No. You can use a traditional key, a lockbox, or a smart lock. The platform cares about reliable, on-time entry and clear instructions, not the technology behind it. That said, smart locks are far easier to manage at scale, eliminate the lockbox handoff, and give you an audit trail that traditional keys cannot.
What about smart lock fit in older buildings?
Most retrofit smart locks fit standard 2-1/8 inch borehole prep with 1 inch edge bore, which covers nearly every door from the last 60 years. If your door is unusually thick or unusually thin, check the manufacturer’s spec sheet. Mortise lock conversions are trickier — Yale and Schlage both offer mortise-compatible smart options, but installation usually wants a locksmith. Our smart lock security for rentals guide covers the brand-by-brand fit notes.
Do I need to keep a physical key?
Strongly yes. Even if your jurisdiction does not require it, batteries die, Wi-Fi drops, and firmware updates occasionally brick a lock for an afternoon. Stage a key in an actual lockbox at the property with a code only you and your local contact know. This is the foundation of any reasonable smart lock backup plan.
Are self check-in safety tips different from regular check-in?
Slightly. With self check-in you carry more responsibility for instruction clarity, code accuracy, and the first-impression sequence. Test the instructions on someone unfamiliar with the property. Make sure exterior lighting is on at night. Have a real human reachable for the rare case that the door does not cooperate.

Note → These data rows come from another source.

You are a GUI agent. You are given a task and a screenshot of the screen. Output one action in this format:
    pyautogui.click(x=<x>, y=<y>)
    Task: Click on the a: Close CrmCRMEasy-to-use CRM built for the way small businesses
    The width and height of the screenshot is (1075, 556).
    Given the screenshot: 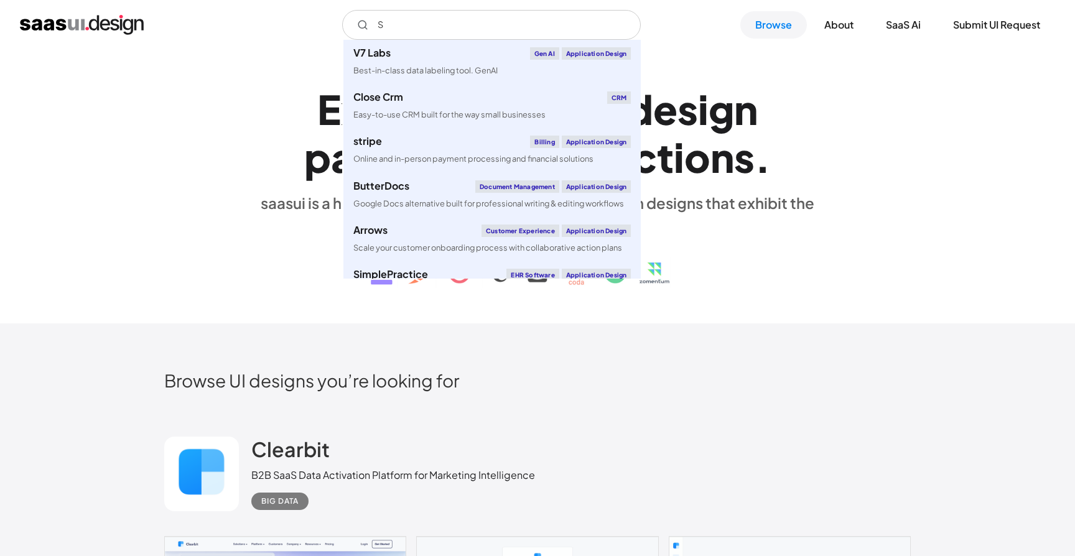 What is the action you would take?
    pyautogui.click(x=492, y=106)
    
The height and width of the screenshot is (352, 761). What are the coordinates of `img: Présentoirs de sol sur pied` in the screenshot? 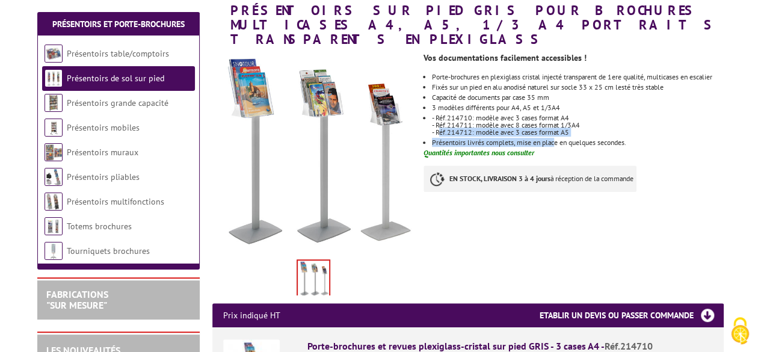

Can my HOA force me to remove a smart lock?
If your bylaws restrict door hardware modifications and you did not get approval, potentially yes. Read the architectural standards section of your HOA documents before installing. Most boards approve smart locks if they match the existing finish and do not require visible drilling beyond what a normal deadbolt would.
Related reading
- Are smart locks safe for Airbnb — the threshold safety question to answer before you read the rule book.
- Smart lock backup plan — the lockbox-and-spare-key safety net most ordinances quietly require.
- Airbnb door code best practices — the per-reservation, per-cleaner code policy your insurer expects.
- Short-term rental access control — the account-and-permissions architecture that makes compliance automatic.
- Airbnb smart lock privacy — how to handle disclosure of doorbell cameras and lock logs in your listing.
Next steps
Walk your property this weekend with a checklist: lock model, interior egress, backup key, posted contact info, doorbell disclosure. If anything is off, fix it before your next booking. For a deeper view, see the smart lock safety best practices guide. Get the foundation right once and you can stop worrying about the door.